1 | initial version |
Producing sound (files) from python is pretty straightforward. Python has standard library support for it and more advanced packages that google can guide you to. This is not a task that sage specifically will be good at, but the python ecosystem should give you the basic tools for reading/writing sound data. Once you have the data you can analyse it and fourier transform it to your heart's content. Or you can produce wave forms and write them to sound files.
For actually playing and recording sound (not just reading and writing sound files) you could look into something like [ptyhon-sounddevice]](https://python-sounddevice.readthedocs.io/en/latest/) or some other library, but be aware that if you are using a notebook (remotely!) the sound device on the server may not be the same as the sound device on the computer where your browser runs. In Jupyter, you may be able to use IPython.display.Audio.
2 | No.2 Revision |
Producing sound (files) from python is pretty straightforward. Python has standard library support for it and more advanced packages that google can guide you to. This is not a task that sage specifically will be good at, but the python ecosystem should give you the basic tools for reading/writing sound data. Once you have the data you can analyse it and fourier transform it to your heart's content. Or you can produce wave forms and write them to sound files.
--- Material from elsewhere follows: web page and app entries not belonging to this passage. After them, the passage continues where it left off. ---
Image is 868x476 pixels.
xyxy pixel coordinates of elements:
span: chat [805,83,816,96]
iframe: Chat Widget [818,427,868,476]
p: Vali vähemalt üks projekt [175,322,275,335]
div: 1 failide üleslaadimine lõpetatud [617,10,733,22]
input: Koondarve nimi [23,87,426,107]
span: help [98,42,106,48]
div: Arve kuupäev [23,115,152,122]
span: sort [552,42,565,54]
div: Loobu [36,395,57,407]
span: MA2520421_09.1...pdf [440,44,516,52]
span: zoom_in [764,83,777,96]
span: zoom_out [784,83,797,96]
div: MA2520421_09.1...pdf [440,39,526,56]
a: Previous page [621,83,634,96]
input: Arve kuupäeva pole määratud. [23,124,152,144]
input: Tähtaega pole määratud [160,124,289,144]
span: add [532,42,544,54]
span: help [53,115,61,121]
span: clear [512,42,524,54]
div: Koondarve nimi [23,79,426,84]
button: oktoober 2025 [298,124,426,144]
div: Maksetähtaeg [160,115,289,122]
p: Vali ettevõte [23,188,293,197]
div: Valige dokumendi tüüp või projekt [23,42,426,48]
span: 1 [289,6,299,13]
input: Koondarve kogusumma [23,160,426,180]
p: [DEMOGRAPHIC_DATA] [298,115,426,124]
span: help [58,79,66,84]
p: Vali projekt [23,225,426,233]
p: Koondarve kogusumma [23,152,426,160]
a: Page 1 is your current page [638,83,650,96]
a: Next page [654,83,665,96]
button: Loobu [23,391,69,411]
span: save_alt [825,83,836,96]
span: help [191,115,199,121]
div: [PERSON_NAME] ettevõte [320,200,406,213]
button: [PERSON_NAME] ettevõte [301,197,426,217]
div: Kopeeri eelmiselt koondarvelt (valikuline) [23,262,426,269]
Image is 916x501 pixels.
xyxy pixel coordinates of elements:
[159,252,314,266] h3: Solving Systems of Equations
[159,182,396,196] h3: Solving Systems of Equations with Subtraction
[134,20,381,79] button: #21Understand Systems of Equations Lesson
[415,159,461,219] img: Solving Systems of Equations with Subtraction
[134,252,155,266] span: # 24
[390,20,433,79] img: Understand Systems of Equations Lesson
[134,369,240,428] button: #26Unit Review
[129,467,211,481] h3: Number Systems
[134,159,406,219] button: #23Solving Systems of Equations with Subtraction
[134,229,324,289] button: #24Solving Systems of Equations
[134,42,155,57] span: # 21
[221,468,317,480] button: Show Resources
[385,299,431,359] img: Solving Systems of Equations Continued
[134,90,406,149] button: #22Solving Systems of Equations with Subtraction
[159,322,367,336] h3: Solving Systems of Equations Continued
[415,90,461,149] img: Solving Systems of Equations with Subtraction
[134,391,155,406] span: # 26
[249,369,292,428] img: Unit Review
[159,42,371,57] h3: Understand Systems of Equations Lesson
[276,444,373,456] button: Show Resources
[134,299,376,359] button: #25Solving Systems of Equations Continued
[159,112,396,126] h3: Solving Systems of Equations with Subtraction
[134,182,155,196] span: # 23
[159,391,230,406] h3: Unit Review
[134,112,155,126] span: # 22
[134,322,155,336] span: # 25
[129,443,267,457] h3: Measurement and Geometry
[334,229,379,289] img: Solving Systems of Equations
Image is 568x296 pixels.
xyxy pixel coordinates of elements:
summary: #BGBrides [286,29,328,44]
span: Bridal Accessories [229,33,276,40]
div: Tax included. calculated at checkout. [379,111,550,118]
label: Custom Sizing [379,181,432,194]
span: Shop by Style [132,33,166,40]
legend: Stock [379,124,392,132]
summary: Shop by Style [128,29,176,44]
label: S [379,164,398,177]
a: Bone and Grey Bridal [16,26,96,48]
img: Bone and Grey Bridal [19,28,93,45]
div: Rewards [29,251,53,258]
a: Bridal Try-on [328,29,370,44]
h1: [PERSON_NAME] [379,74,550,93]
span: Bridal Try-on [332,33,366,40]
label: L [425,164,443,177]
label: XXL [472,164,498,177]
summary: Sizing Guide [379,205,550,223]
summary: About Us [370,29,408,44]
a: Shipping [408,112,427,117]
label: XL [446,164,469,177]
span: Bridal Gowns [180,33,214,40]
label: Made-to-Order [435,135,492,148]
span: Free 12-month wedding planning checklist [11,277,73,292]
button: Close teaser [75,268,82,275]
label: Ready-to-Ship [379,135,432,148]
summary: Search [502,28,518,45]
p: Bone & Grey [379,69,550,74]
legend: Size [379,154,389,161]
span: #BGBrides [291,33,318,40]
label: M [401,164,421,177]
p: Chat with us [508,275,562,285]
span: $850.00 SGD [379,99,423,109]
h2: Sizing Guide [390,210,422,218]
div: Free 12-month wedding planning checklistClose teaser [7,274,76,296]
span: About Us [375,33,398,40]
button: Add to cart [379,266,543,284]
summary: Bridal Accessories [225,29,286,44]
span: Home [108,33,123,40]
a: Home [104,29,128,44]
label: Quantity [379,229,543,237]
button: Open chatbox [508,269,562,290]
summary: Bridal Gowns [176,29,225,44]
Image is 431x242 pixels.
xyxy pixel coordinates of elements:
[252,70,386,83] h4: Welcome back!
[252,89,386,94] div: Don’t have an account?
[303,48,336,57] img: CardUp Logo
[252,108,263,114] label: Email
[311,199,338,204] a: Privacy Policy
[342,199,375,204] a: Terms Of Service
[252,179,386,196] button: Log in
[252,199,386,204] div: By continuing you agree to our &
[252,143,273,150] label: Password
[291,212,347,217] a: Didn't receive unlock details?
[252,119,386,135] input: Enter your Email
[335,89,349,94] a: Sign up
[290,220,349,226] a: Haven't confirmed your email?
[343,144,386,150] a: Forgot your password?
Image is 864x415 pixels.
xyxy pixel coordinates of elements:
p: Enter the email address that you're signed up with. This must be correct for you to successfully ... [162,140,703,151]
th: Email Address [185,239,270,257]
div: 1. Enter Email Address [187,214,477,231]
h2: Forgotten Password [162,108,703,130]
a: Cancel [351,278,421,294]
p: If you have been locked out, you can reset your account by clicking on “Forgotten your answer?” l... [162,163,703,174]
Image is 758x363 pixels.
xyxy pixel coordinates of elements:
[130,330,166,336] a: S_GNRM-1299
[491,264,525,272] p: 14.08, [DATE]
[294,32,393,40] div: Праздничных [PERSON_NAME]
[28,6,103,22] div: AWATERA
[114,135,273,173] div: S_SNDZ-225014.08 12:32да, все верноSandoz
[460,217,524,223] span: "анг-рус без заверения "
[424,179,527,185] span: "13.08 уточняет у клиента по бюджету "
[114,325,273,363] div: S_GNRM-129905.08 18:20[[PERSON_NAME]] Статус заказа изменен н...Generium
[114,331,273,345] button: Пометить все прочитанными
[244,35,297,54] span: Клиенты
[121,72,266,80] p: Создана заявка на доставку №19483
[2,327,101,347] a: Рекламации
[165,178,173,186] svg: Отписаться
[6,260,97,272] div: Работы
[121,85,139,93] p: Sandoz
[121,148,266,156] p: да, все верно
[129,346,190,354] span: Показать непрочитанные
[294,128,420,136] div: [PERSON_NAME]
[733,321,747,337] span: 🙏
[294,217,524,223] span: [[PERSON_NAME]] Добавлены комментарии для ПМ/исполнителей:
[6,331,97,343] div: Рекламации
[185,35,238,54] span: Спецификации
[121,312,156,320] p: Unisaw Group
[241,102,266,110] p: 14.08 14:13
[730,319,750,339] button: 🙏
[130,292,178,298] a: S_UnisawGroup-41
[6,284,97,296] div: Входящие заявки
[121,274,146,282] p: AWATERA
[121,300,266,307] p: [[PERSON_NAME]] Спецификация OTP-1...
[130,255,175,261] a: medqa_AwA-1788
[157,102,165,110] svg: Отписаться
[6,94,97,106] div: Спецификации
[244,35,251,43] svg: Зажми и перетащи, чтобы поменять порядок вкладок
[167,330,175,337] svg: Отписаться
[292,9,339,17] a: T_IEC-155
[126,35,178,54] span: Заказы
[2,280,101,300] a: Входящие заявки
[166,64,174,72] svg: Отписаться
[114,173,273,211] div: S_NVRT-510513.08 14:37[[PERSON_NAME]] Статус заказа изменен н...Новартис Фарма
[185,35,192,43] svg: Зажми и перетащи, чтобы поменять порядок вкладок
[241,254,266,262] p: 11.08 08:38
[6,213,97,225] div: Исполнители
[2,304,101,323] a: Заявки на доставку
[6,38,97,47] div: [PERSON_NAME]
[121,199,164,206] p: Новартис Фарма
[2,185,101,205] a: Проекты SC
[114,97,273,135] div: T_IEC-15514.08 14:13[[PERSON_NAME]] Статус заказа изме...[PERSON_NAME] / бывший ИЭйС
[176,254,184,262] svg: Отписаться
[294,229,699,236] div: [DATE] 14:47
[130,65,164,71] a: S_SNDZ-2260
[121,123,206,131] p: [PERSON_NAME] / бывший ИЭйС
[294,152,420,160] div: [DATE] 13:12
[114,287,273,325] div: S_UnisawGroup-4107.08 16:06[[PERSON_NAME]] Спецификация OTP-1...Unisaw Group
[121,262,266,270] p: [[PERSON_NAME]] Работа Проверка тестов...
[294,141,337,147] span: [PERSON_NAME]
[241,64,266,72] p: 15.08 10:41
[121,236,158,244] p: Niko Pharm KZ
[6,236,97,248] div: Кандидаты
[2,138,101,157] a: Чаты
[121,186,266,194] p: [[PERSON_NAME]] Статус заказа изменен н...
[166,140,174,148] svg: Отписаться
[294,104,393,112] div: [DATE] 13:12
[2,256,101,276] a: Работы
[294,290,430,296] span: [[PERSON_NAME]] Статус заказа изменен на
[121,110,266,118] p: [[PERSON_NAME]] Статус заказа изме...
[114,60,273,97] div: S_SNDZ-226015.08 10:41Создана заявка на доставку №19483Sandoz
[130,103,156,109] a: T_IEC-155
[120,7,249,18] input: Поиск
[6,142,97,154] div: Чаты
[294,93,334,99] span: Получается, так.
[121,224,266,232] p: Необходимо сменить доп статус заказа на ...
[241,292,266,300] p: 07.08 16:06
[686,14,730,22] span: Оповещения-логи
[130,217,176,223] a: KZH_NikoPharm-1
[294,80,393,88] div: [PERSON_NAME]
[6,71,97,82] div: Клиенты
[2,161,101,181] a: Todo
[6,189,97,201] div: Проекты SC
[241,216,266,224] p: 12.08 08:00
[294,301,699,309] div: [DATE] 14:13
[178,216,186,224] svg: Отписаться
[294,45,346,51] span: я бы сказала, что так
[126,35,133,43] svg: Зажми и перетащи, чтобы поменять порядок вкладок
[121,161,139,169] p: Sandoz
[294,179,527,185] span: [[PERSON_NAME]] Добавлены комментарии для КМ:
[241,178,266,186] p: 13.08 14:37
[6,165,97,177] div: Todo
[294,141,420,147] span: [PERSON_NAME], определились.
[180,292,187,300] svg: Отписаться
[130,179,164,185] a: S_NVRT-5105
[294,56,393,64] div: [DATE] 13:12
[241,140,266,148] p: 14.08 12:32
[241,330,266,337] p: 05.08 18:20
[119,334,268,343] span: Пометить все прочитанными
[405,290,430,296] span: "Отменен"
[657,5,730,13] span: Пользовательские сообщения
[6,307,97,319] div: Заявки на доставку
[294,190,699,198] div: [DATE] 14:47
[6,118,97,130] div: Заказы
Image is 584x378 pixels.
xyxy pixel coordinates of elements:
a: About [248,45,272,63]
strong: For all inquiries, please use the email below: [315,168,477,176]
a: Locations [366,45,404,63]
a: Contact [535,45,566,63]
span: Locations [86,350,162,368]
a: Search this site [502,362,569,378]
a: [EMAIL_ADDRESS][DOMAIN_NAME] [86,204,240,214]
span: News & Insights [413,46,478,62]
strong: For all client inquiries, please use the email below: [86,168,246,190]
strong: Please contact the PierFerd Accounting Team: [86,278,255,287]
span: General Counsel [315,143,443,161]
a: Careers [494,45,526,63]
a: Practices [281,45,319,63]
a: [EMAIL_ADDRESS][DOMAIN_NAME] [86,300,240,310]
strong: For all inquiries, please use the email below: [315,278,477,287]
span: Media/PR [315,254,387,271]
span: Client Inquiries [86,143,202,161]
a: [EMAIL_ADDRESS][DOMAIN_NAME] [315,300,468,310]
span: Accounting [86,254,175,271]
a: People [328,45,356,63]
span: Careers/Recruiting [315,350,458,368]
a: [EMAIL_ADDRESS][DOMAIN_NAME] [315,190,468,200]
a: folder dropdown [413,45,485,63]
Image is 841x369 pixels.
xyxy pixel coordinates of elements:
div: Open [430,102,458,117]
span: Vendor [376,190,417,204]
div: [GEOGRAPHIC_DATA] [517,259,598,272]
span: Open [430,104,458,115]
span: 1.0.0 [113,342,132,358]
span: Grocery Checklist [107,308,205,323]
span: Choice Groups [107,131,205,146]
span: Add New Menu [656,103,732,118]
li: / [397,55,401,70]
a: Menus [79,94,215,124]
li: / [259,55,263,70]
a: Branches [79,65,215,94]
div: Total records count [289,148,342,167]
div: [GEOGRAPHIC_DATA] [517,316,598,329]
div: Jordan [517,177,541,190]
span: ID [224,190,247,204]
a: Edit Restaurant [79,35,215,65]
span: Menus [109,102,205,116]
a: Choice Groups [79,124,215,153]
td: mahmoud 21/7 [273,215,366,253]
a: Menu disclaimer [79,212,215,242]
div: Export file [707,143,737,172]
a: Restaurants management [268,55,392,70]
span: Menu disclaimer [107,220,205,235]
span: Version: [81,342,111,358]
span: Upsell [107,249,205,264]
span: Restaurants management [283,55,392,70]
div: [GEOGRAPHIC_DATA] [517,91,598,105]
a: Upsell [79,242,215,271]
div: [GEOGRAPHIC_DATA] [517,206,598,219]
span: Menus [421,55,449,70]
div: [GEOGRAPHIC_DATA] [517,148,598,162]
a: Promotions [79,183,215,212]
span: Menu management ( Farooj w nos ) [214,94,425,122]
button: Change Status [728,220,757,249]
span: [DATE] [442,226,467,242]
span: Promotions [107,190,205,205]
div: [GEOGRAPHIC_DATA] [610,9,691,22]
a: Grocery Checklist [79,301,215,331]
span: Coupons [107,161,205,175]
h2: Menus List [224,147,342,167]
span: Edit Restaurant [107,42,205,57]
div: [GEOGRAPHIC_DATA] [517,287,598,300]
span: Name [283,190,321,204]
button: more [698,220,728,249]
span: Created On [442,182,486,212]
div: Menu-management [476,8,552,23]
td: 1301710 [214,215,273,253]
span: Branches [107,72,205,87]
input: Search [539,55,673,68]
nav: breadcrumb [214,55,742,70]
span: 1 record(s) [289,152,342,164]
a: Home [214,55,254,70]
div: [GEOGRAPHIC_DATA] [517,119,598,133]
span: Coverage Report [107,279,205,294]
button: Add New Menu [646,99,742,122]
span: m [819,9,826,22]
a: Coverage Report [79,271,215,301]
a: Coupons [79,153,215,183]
For actually playing and recording sound (not just reading and writing sound files) you could look into something like [ptyhon-sounddevice]](https://python-sounddevice.readthedocs.io/en/latest/) python-sounddevice or some other library, but be aware that if you are using a notebook (remotely!) the sound device on the server may not be the same as the sound device on the computer where your browser runs. In Jupyter, you may be able to use IPython.display.Audio.